I do not know what modifications (or wholesale replacement) is in store for Missio Dei missiology. It has served the concept of a “globalized church” well. I would say that the high mark for Missio Dei was the 2010 Lausanne meeting in which the concept was front and center and heavily influenced the Capetown Commitment. Now, 15 years later, are we still feeling like this event propelled the movement forward? I think we might say “yes” in some respects, and “no” in others. I would add that Missio Dei was developed during a time in which Westerners dominated world mission. Things have changed.
Last year, there was a spate of articles making the claim that Cleopatra lived closer to the invention of the iPhone than she did to the building of the pyramids. There’s a little nuance here, but it’s true. You are chronologically closer to Cleopatra than she was to the building of the pyramids, but we tend to just lump all that “old stuff” into a mental bucket called “old stuff.”
Consider that Amy Carmichael lived closer to the time of the Willingen Conference than you do. She moved to her first post in Japan in 1893, the year the first car was introduced to America, where horses were the primary mode of transportation. That was 59 years before Willingen. Today is 73 years after Willigen. I live in Florida where you can see a rocket launch almost every third day of the year. It will soon be every day.
My point is that Missio Dei has been around a long time and the world has changed. The global distribution of Christians, since 1952, is massively different. We are running on a missiological paradigm that is getting long in the tooth.
It could be that recent events represent one of Lenin’s “decades.” It makes me wonder when our missiology will catch up.
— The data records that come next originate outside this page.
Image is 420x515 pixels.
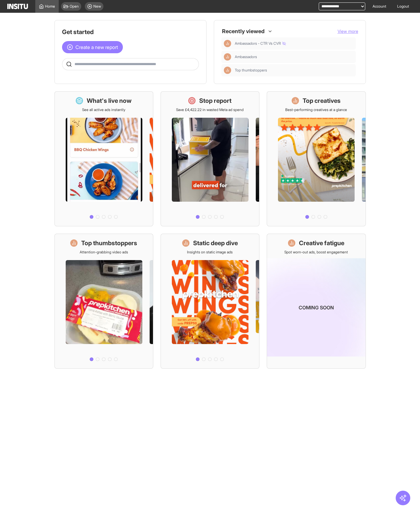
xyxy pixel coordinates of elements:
p: Insights on static image ads [187,250,233,255]
p: See all active ads instantly [82,108,125,112]
span: Ambassadors [235,55,257,60]
img: Logo [8,3,28,9]
span: Open [70,4,79,9]
span: Ambassadors - CTR Vs CVR [235,41,354,46]
a: Top creativesBest-performing creatives at a glance [267,91,366,226]
span: New [93,4,101,9]
h1: Get started [62,27,199,36]
p: Save £4,422.22 in wasted Meta ad spend [176,108,244,112]
h1: Top creatives [303,97,341,105]
span: Ambassadors [235,55,354,60]
span: Top thumbstoppers [235,68,354,73]
span: View more [338,29,358,34]
span: Ambassadors - CTR Vs CVR [235,41,286,46]
h1: Static deep dive [193,239,238,247]
p: Best-performing creatives at a glance [286,108,347,112]
p: Attention-grabbing video ads [79,250,128,255]
div: Insights [224,53,232,60]
button: View more [338,28,358,34]
div: Insights [224,40,232,47]
h1: Stop report [199,97,232,105]
span: Top thumbstoppers [235,68,267,73]
span: Create a new report [75,44,118,51]
button: Create a new report [62,41,123,53]
h1: Top thumbstoppers [82,239,137,247]
a: Top thumbstoppersAttention-grabbing video ads [55,234,153,368]
a: Stop reportSave £4,422.22 in wasted Meta ad spend [161,91,260,226]
div: Insights [224,66,232,74]
span: Home [45,4,55,9]
a: Static deep diveInsights on static image ads [161,234,260,368]
h1: What's live now [87,97,132,105]
a: What's live nowSee all active ads instantly [55,91,153,226]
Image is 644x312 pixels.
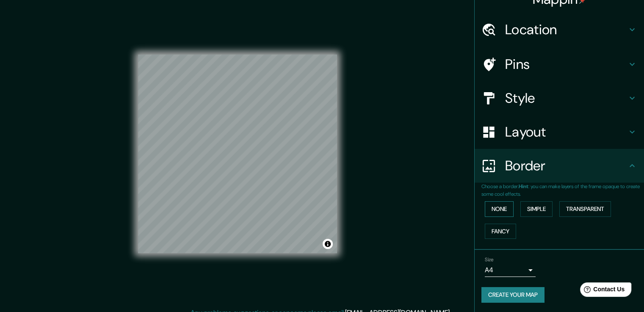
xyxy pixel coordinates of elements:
label: Size [484,256,493,264]
button: Transparent [559,202,611,217]
h4: Style [505,89,627,107]
p: Choose a border. : you can make layers of the frame opaque to create some cool effects. [481,183,644,198]
button: Create your map [481,287,544,303]
button: Toggle attribution [323,239,333,249]
canvas: Map [138,55,337,253]
div: Layout [474,115,644,149]
div: A4 [484,264,536,277]
iframe: Help widget launcher [569,279,635,303]
button: Simple [520,202,552,217]
div: Border [474,149,644,183]
div: Pins [474,47,644,81]
div: Location [474,13,644,46]
button: Fancy [484,224,516,239]
h4: Layout [505,124,627,140]
h4: Location [505,21,627,38]
button: None [484,202,513,217]
b: Hint [519,183,528,190]
div: Style [474,81,644,115]
h4: Border [505,157,627,174]
h4: Pins [505,56,627,73]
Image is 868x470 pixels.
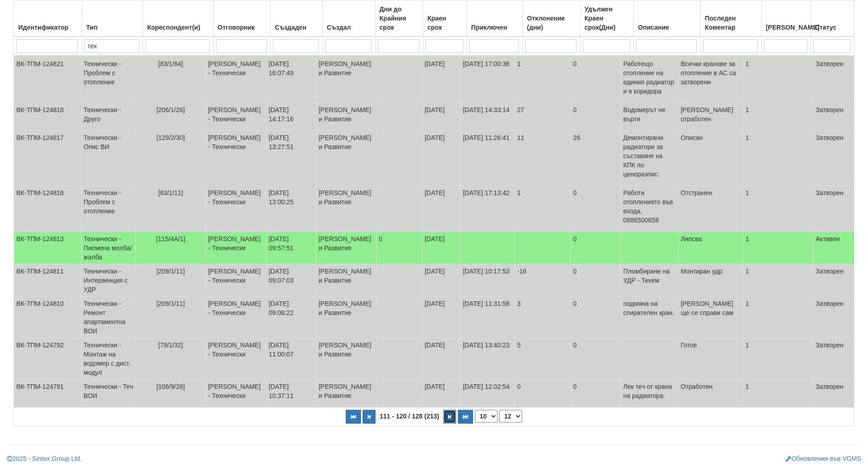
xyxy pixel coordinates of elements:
td: [DATE] 14:33:14 [460,103,514,131]
td: [DATE] [422,57,460,103]
td: [DATE] 16:07:49 [266,57,316,103]
td: 0 [570,297,621,339]
td: [PERSON_NAME] - Технически [206,103,266,131]
th: Приключен: No sort applied, activate to apply an ascending sort [467,1,523,37]
td: Затворен [814,186,854,232]
td: [PERSON_NAME] и Развитие [316,57,376,103]
td: 1 [743,264,813,297]
td: [DATE] 13:40:23 [460,339,514,380]
span: 0 [379,235,383,243]
div: Последен Коментар [703,12,759,34]
td: 26 [570,131,621,186]
td: ВК-ТПМ-124811 [14,264,81,297]
span: Монтиран удр [681,268,722,275]
td: 1 [743,57,813,103]
th: Създал: No sort applied, activate to apply an ascending sort [322,1,375,37]
td: Технически - Проблем с отопление [81,186,136,232]
span: Отработен [681,383,713,390]
td: [DATE] [422,103,460,131]
td: [DATE] 09:07:03 [266,264,316,297]
th: Отговорник: No sort applied, activate to apply an ascending sort [213,1,271,37]
td: [DATE] 17:13:42 [460,186,514,232]
td: -16 [514,264,570,297]
td: ВК-ТПМ-124791 [14,380,81,408]
td: [PERSON_NAME] и Развитие [316,380,376,408]
div: Отговорник [216,21,269,34]
td: 1 [743,103,813,131]
td: [PERSON_NAME] - Технически [206,297,266,339]
td: 0 [570,264,621,297]
select: Брой редове на страница [475,410,497,422]
select: Страница номер [500,410,522,422]
td: [DATE] [422,131,460,186]
span: [PERSON_NAME] отработен [681,106,733,123]
td: [DATE] 10:37:11 [266,380,316,408]
button: Предишна страница [363,410,375,424]
td: [DATE] 11:00:07 [266,339,316,380]
td: [DATE] [422,297,460,339]
span: Липсва [681,235,702,243]
button: Първа страница [346,410,361,424]
td: Затворен [814,57,854,103]
td: 0 [570,380,621,408]
span: [115/4А/1] [157,235,186,243]
td: 3 [514,297,570,339]
p: Демонтирани радиатори за съставяне на КПК по ценоразпис. [623,133,676,179]
td: Технически - Друго [81,103,136,131]
span: [206/1/26] [157,106,184,114]
td: 1 [743,380,813,408]
td: ВК-ТПМ-124817 [14,131,81,186]
td: Технически - Теч ВОИ [81,380,136,408]
td: [PERSON_NAME] и Развитие [316,103,376,131]
td: [DATE] 14:17:16 [266,103,316,131]
td: 27 [514,103,570,131]
td: 1 [743,339,813,380]
a: Обновления във VGMS [786,455,861,462]
div: Описание [636,21,698,34]
p: Работи отоплението във входа, 0886500658 [623,188,676,225]
td: [PERSON_NAME] и Развитие [316,186,376,232]
td: ВК-ТПМ-124816 [14,186,81,232]
button: Следваща страница [444,410,456,424]
td: [DATE] [422,380,460,408]
td: 1 [743,232,813,264]
td: 0 [570,339,621,380]
th: Статус: No sort applied, activate to apply an ascending sort [810,1,854,37]
th: Последен Коментар: No sort applied, activate to apply an ascending sort [701,1,761,37]
td: [DATE] 09:06:22 [266,297,316,339]
td: [DATE] [422,232,460,264]
td: Технически - Опис ВИ [81,131,136,186]
td: 0 [570,186,621,232]
span: Готов [681,342,697,349]
td: ВК-ТПМ-124813 [14,232,81,264]
span: Отстранен [681,189,712,197]
th: Краен срок: No sort applied, activate to apply an ascending sort [424,1,467,37]
span: [79/1/32] [158,342,183,349]
td: [DATE] 09:57:51 [266,232,316,264]
th: Отклонение (дни): No sort applied, activate to apply an ascending sort [523,1,580,37]
span: [209/1/11] [157,268,184,275]
td: 0 [570,103,621,131]
td: [PERSON_NAME] и Развитие [316,131,376,186]
td: [PERSON_NAME] - Технически [206,232,266,264]
td: Технически - Ремонт апартаментна ВОИ [81,297,136,339]
p: Работещо отопление на единия радиатор и в коридора [623,59,676,96]
th: Създаден: No sort applied, activate to apply an ascending sort [271,1,322,37]
td: 0 [514,380,570,408]
span: [106/9/28] [157,383,184,390]
button: Последна страница [458,410,473,424]
th: Кореспондент(и): No sort applied, activate to apply an ascending sort [143,1,213,37]
td: [PERSON_NAME] - Технически [206,131,266,186]
p: подмяна на спирателен кран. [623,299,676,317]
td: [PERSON_NAME] - Технически [206,186,266,232]
td: [PERSON_NAME] - Технически [206,339,266,380]
td: ВК-ТПМ-124818 [14,103,81,131]
th: Описание: No sort applied, activate to apply an ascending sort [634,1,701,37]
th: Тип: No sort applied, activate to apply an ascending sort [82,1,143,37]
span: [PERSON_NAME] ще се справи сам [681,300,733,316]
td: ВК-ТПМ-124821 [14,57,81,103]
div: Приключен [470,21,520,34]
td: [DATE] [422,339,460,380]
td: Технически - Проблем с отопление [81,57,136,103]
td: Затворен [814,380,854,408]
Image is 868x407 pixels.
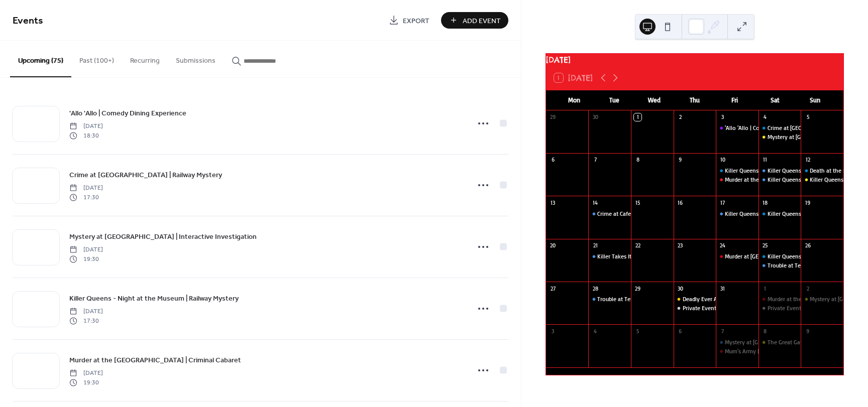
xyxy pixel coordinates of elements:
[716,210,758,218] div: Killer Queens - Night at the Museum | Railway Mystery
[69,131,103,140] span: 18:30
[676,242,684,250] div: 23
[13,11,43,31] span: Events
[725,167,864,175] div: Killer Queens - Night at the Museum | Railway Mystery
[591,113,599,121] div: 30
[725,210,864,218] div: Killer Queens - Night at the Museum | Railway Mystery
[673,295,716,304] div: Deadly Ever After | Interactive Investigation
[69,356,241,366] span: Murder at the [GEOGRAPHIC_DATA] | Criminal Cabaret
[69,192,103,202] span: 17:30
[676,328,684,335] div: 6
[804,199,811,207] div: 19
[69,108,186,119] a: 'Allo 'Allo | Comedy Dining Experience
[588,295,631,304] div: Trouble at Terror Towers | Railway Mystery
[715,90,755,111] div: Fri
[463,16,500,26] span: Add Event
[594,90,634,111] div: Tue
[719,242,726,250] div: 24
[403,16,430,26] span: Export
[725,339,852,347] div: Mystery at [GEOGRAPHIC_DATA] | Railway Mystery
[758,295,801,304] div: Murder at the Moulin Rouge | Criminal Cabaret
[69,122,103,131] span: [DATE]
[800,295,843,304] div: Mystery at Bludgeonton Manor | Interactive Investigation
[69,293,239,304] a: Killer Queens - Night at the Museum | Railway Mystery
[591,284,599,292] div: 28
[675,90,715,111] div: Thu
[71,41,122,76] button: Past (100+)
[725,347,802,356] div: Mum's Army | Criminal Cabaret
[546,53,843,66] div: [DATE]
[767,304,801,313] div: Private Event
[804,328,811,335] div: 9
[69,354,241,366] a: Murder at the [GEOGRAPHIC_DATA] | Criminal Cabaret
[755,90,795,111] div: Sat
[725,176,859,185] div: Murder at the [GEOGRAPHIC_DATA] | Criminal Cabaret
[69,294,239,304] span: Killer Queens - Night at the Museum | Railway Mystery
[758,339,801,347] div: The Great Gatsby Mystery | Interactive Investigation
[673,304,716,313] div: Private Event
[676,284,684,292] div: 30
[549,328,556,335] div: 3
[69,232,257,243] span: Mystery at [GEOGRAPHIC_DATA] | Interactive Investigation
[69,378,103,387] span: 19:30
[758,176,801,185] div: Killer Queens - Night at the Museum | Railway Mystery
[676,113,684,121] div: 2
[716,347,758,356] div: Mum's Army | Criminal Cabaret
[554,90,594,111] div: Mon
[761,242,769,250] div: 25
[69,108,186,119] span: 'Allo 'Allo | Comedy Dining Experience
[676,199,684,207] div: 16
[800,167,843,175] div: Death at the Rock and Roll Diner | Railway Mystery
[716,176,758,185] div: Murder at the Moulin Rouge | Criminal Cabaret
[725,124,821,133] div: 'Allo 'Allo | Comedy Dining Experience
[588,210,631,218] div: Crime at Cafe Rene | Railway Mystery
[683,295,793,304] div: Deadly Ever After | Interactive Investigation
[634,156,641,163] div: 8
[761,328,769,335] div: 8
[800,176,843,185] div: Killer Queens - Night at the Museum | Interactive Investigation
[725,253,850,261] div: Murder at [GEOGRAPHIC_DATA] | Criminal Cabaret
[761,199,769,207] div: 18
[758,210,801,218] div: Killer Queens - Night at the Museum | Railway Mystery
[761,284,769,292] div: 1
[716,167,758,175] div: Killer Queens - Night at the Museum | Railway Mystery
[591,328,599,335] div: 4
[804,242,811,250] div: 26
[591,242,599,250] div: 21
[761,156,769,163] div: 11
[716,339,758,347] div: Mystery at Bludgeonton Manor | Railway Mystery
[69,369,103,378] span: [DATE]
[761,113,769,121] div: 4
[676,156,684,163] div: 9
[758,304,801,313] div: Private Event
[683,304,716,313] div: Private Event
[122,41,168,76] button: Recurring
[719,113,726,121] div: 3
[549,199,556,207] div: 13
[549,284,556,292] div: 27
[597,253,686,261] div: Killer Takes It All | Railway Mystery
[804,156,811,163] div: 12
[634,113,641,121] div: 1
[634,284,641,292] div: 29
[804,113,811,121] div: 5
[719,156,726,163] div: 10
[69,307,103,317] span: [DATE]
[549,242,556,250] div: 20
[795,90,835,111] div: Sun
[758,167,801,175] div: Killer Queens - Night at the Museum | Railway Mystery
[716,253,758,261] div: Murder at Gatsby Manor | Criminal Cabaret
[441,12,508,28] button: Add Event
[804,284,811,292] div: 2
[634,90,675,111] div: Wed
[634,199,641,207] div: 15
[634,242,641,250] div: 22
[10,41,71,77] button: Upcoming (75)
[69,246,103,255] span: [DATE]
[597,295,706,304] div: Trouble at Terror Towers | Railway Mystery
[381,12,437,28] a: Export
[69,317,103,325] span: 17:30
[758,133,801,141] div: Mystery at Bludgeonton Manor | Interactive Investigation
[549,113,556,121] div: 29
[591,156,599,163] div: 7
I was just thinking the other day that missional theology and the mission church movement seems to have had its day, and is inadequate for the mission challenges of this era. We need fresh language and imagination in this space.
Ted love your innovation to help move the church from being comfortable.
Our Lord has called us as Luke 9:23 says. I loved this comment…
We still struggle with the dilemma posed by a gospel of demonstration versus a gospel of proclamation - Missio Dei did not help with this. The paltry amount of giving that is focused on the least reached points to a broken paradigm of mission, and Missio Dei has played a role in this, I believe.